- The Washington Times - Tuesday, November 6, 2018

French President Emmanuel Macron is once again stoking debate over the need for a Europe-wide military force to defend against an increasingly aggressive Russia, a force that critics fear could undercut and compete with the transatlantic NATO alliance.

Mr. Macron in a radio interview this week voiced the need for a “true European army” to fortify the continent’s eastern borders against an increasingly assertive Russia, as well as to deal with more unlikely threats in the years ahead.

“We have to protect ourselves with respect to China, Russia and even the United States of America,” Mr. Macron told Europe 1.



Citing the Trump administration’s souring view on NATO, particularly Mr. Trump’s constant pressure for higher defense spending and the clash over the Iran nuclear deal, Mr. Macron said European powers such as France and Germany have been left with no other choice but to create a joint military force of their own.

“We will not protect the Europeans unless we decide to have a true European army,” he said, adding, “We need a Europe which defends itself better alone, without just depending on the United States, in a more sovereign manner.”

His comments come days before Mr. Trump and Russian President Vladimir Putin are slated to join Mr. Macron in Paris for ceremonies to mark the 100th anniversary of the end of World War I.

Mr. Macron’s comments are not the first time European leaders to have floated the need for a separate force from NATO to deal with ongoing security threats. German Chancellor Angela Merkel suggested last May that Western Europe needed to accept the fact it may have to stand alone against Russia and other potential adversaries, a sign of the deep divide between Europe and the Trump administration on issues ranging from trade and climate change to Iran and Russia.

“The era in which we could fully rely on others is over to some extent,” the German leader said at the time. Give Mr. Trump’s “America first” foreign policy, she suggested, “we Europeans truly have to take our fate into our own hands.”

Since Mrs. Merkel’s comments, U.S.-NATO tensions have eased. Despite an at-times contentious alliance summit in Brussels in July, NATO officials say alliance members are making progress toward Washington’s demand that each nation contribute a minimum of 2 percent of GDP to the collective defense.

But Mr. Trump’s decisions to withdraw from the Iran deal, and a more recent announcement that the U.S. will pull out of a major nuclear weapons pact with Russia, have rattled European leaders. They fear the end of the 1987 Intermediate-range Nuclear Forces Treaty (INF) will revive divisive fights of the 1980s over the stationing of tactical nuclear weapons in and aimed at Europe.

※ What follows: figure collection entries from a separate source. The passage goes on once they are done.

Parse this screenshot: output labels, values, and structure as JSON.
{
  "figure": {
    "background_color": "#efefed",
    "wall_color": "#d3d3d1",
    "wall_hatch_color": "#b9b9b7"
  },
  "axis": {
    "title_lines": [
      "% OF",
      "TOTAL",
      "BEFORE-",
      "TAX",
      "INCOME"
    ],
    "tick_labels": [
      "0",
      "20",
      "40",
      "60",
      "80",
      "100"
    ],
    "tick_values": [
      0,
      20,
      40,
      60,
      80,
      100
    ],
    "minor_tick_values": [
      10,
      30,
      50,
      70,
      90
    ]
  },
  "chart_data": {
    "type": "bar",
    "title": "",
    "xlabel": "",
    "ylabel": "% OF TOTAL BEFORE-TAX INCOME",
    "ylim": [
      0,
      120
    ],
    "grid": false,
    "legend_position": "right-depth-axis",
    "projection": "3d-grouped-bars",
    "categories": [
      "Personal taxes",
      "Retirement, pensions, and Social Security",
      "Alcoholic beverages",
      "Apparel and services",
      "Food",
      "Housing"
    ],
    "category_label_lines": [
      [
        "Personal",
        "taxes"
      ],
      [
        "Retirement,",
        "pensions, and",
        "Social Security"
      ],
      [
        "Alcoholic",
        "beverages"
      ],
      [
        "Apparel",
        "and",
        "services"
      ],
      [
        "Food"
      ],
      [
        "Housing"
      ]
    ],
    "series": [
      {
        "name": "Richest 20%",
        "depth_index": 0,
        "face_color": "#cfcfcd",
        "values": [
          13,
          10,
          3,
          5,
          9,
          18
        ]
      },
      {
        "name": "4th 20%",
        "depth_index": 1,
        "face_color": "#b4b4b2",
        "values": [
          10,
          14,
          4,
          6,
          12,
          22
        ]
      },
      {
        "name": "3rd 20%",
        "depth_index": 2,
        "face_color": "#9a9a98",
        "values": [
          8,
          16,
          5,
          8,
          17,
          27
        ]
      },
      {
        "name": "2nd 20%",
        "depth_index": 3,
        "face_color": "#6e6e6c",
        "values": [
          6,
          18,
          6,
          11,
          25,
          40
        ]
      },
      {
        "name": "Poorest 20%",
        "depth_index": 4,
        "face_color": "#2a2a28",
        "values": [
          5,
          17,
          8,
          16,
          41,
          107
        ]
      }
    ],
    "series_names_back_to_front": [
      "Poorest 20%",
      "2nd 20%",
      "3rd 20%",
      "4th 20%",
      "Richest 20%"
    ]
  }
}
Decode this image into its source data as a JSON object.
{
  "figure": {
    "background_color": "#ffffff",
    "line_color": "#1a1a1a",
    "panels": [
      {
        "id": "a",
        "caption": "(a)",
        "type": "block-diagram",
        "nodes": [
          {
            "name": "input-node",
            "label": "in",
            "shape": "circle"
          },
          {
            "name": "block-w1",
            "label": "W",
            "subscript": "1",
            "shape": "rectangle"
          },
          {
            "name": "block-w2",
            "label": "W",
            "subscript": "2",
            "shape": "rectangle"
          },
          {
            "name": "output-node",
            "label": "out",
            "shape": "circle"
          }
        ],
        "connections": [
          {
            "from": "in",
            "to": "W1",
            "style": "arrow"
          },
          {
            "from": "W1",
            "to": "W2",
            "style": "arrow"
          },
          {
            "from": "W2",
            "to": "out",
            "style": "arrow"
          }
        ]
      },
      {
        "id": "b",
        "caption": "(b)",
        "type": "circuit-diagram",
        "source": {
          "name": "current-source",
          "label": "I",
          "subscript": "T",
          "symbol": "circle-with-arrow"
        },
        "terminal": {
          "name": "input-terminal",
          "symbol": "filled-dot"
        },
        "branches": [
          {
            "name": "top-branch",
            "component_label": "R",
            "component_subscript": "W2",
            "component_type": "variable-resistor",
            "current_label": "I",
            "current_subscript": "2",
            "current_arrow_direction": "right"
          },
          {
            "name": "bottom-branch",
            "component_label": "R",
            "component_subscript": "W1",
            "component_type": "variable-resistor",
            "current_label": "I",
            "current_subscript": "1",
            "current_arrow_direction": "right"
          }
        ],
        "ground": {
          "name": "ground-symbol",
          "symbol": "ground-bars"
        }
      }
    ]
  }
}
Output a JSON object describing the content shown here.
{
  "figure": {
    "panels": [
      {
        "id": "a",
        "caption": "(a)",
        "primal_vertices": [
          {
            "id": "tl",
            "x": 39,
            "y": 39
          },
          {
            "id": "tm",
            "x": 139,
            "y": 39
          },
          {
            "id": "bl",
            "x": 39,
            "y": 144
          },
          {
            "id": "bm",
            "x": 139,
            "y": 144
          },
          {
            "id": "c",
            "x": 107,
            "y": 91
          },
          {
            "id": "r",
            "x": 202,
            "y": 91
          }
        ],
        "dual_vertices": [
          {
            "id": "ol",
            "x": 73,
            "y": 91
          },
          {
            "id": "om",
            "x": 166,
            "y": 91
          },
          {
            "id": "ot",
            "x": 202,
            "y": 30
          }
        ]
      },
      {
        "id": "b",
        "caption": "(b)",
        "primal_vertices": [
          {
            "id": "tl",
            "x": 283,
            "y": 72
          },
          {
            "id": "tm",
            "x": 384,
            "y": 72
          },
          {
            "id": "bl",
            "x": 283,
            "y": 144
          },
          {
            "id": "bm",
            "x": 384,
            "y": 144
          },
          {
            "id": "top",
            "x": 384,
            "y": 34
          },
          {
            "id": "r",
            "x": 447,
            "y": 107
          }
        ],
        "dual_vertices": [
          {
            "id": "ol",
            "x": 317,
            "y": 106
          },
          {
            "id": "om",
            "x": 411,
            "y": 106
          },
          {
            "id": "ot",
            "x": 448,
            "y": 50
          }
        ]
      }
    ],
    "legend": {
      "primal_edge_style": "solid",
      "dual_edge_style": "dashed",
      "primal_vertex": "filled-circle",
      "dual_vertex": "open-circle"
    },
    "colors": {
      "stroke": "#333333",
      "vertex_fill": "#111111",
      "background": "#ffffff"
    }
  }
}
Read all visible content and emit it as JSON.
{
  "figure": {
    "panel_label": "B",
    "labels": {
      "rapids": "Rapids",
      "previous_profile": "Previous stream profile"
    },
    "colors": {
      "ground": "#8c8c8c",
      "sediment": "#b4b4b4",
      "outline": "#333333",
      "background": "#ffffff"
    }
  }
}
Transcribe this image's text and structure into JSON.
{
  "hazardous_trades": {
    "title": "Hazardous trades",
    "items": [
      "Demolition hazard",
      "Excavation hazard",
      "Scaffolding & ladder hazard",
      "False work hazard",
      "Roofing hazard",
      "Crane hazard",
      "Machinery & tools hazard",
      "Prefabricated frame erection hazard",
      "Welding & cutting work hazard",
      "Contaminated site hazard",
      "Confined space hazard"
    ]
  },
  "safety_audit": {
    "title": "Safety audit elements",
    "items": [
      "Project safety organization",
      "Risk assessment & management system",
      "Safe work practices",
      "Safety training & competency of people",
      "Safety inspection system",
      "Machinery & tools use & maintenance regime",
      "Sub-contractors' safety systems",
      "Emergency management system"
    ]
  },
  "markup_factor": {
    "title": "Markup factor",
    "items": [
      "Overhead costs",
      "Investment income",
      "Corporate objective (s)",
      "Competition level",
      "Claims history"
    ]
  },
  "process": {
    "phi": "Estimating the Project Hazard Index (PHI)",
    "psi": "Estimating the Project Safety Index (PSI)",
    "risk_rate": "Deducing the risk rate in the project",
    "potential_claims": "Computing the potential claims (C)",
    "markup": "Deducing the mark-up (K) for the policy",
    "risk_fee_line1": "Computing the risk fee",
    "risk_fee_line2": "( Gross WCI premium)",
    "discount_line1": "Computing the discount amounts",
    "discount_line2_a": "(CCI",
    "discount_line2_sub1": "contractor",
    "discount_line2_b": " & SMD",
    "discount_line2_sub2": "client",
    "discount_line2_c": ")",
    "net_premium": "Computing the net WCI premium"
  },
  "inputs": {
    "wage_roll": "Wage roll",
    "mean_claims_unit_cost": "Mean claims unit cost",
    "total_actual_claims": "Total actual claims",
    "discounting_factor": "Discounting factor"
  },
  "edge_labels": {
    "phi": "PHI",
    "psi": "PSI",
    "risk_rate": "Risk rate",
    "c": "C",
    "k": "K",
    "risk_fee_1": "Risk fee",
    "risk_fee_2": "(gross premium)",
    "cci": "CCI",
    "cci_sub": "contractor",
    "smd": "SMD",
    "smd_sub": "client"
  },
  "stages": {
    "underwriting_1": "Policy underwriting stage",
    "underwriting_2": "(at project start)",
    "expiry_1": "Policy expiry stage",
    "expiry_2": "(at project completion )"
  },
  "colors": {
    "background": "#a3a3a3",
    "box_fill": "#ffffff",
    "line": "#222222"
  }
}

Washington says it is the Kremlin which has violated the INF and that the treaty does nothing to constrain the arsenals of other potential rivals such as China.

But the decision to withdraw from the missile pact was yet another sign that U.S. defense and national security priorities under the Trump White House no longer meshed with those of its European allies, Mr. Macron said.

“When I see President Trump announcing that he’s quitting a major disarmament treaty which was formed after the 1980s Euro-missile crisis that hit Europe, who is the main victim? Europe and its security,” he said.

Mr. Macron tried to cultivate a personal relationship with Mr. Trump after the 2016 election, but has been increasingly critical of key Trump foreign policy initiatives in recent months, defending the Paris climate accord and criticizing Mr. Trump’s decision to move the U.S. Embassy in Israel to Jerusalem.

The EU late last year created a multibillion-dollar joint defense fund, and has already created a nine-country rapid-reaction force outside of the NATO structure.

The debate over a European army could also be affected by the imminent departure of the United Kingdom from the European Union.

Brexit means that Britain, long a skeptic of the idea, will no longer be at the table when the issue is discussed.